345.5 Destination Canada(?): Gender, race and changing policies for recruiting migrant domestic workers

Thursday, August 2, 2012: 3:30 PM
Faculty of Economics, TBA
Oral Presentation
Monica BOYD , Sociology, University of Toronto, Toronto, Canada
The International Labour Organization (ILO) estimates that nearly 44 million persons over age 14 in 2010 are women domestic workers, accounting for 7.5 percent of female employees worldwide and representing eight out of ten of all domestic workers (ILO 2011). Many female domestics are international migrants, literally hidden in the households of destination countries, often lacking legal, civic and political rights given to their employers (Anderson 2006; Heimschoff and Schwenken 2001) and frequently without rights to residency status. Substantial concern exists over substantial human rights violations, the often ignored inter-country agreements designed to protect domestics, and the absence of regulations to ensure decent work conditions (but see: ILO Convention NO. 189 and Recommendation No. 201, June 2011).

            Amid these global concerns, Canada is often singled out as an exception, if only because working conditions and the extension of rights in other countries are so much worse (Bakan and Stasiulis 1997). But Canada’s history of domestic worker recruitment and related migration policies have been highly gendered and racialized.  Starting in 2010, new major state initiatives appeared.  By overviewing current Canadian policies related to the recruitment of migrant women to work in private households, three questions are answered. First, how and why did the current policies on live-in caregivers emerge? Second, who is recruited under Canada’s caregiver policies? Third, what are the problems associated with the program and what have been the recent policy responses targeted at those women who are migrating to Canada as caregivers? Six problematic areas, with corresponding policy needs or actions, are highlighted: unscrupulous recruitment agencies; unscrupulous employers; time spent in carework prior to receiving permanent resident status; required medical examinations; family stresses caused by prolonged separation, and the growing educational levels of migrant caregivers accompanied by the increasing risk of downward mobility upon gaining permanent residence status.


REQUIRED WORK:
Give the number of lines in this listing that contain the word "label", and nothing else.

RECORD SET:
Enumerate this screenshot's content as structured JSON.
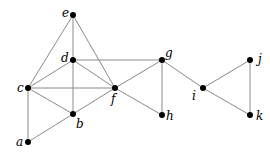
{
  "graph": {
    "nodes": [
      {
        "id": "e",
        "label": "e",
        "x": 73,
        "y": 15,
        "lx": 62,
        "ly": 17
      },
      {
        "id": "d",
        "label": "d",
        "x": 73,
        "y": 60,
        "lx": 61,
        "ly": 62
      },
      {
        "id": "c",
        "label": "c",
        "x": 28,
        "y": 88,
        "lx": 17,
        "ly": 92
      },
      {
        "id": "f",
        "label": "f",
        "x": 115,
        "y": 88,
        "lx": 111,
        "ly": 103
      },
      {
        "id": "b",
        "label": "b",
        "x": 73,
        "y": 114,
        "lx": 76,
        "ly": 128
      },
      {
        "id": "a",
        "label": "a",
        "x": 28,
        "y": 142,
        "lx": 16,
        "ly": 146
      },
      {
        "id": "g",
        "label": "g",
        "x": 162,
        "y": 60,
        "lx": 165,
        "ly": 57
      },
      {
        "id": "h",
        "label": "h",
        "x": 162,
        "y": 115,
        "lx": 166,
        "ly": 120
      },
      {
        "id": "i",
        "label": "i",
        "x": 203,
        "y": 88,
        "lx": 192,
        "ly": 100
      },
      {
        "id": "j",
        "label": "j",
        "x": 250,
        "y": 60,
        "lx": 258,
        "ly": 63
      },
      {
        "id": "k",
        "label": "k",
        "x": 250,
        "y": 115,
        "lx": 256,
        "ly": 120
      }
    ],
    "edges": [
      [
        "e",
        "c"
      ],
      [
        "e",
        "d"
      ],
      [
        "e",
        "f"
      ],
      [
        "d",
        "c"
      ],
      [
        "d",
        "f"
      ],
      [
        "d",
        "g"
      ],
      [
        "d",
        "b"
      ],
      [
        "c",
        "f"
      ],
      [
        "c",
        "b"
      ],
      [
        "c",
        "a"
      ],
      [
        "b",
        "f"
      ],
      [
        "a",
        "b"
      ],
      [
        "f",
        "g"
      ],
      [
        "f",
        "h"
      ],
      [
        "g",
        "h"
      ],
      [
        "g",
        "i"
      ],
      [
        "i",
        "j"
      ],
      [
        "i",
        "k"
      ],
      [
        "j",
        "k"
      ]
    ]
  }
}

YOUR SOLUTION:
11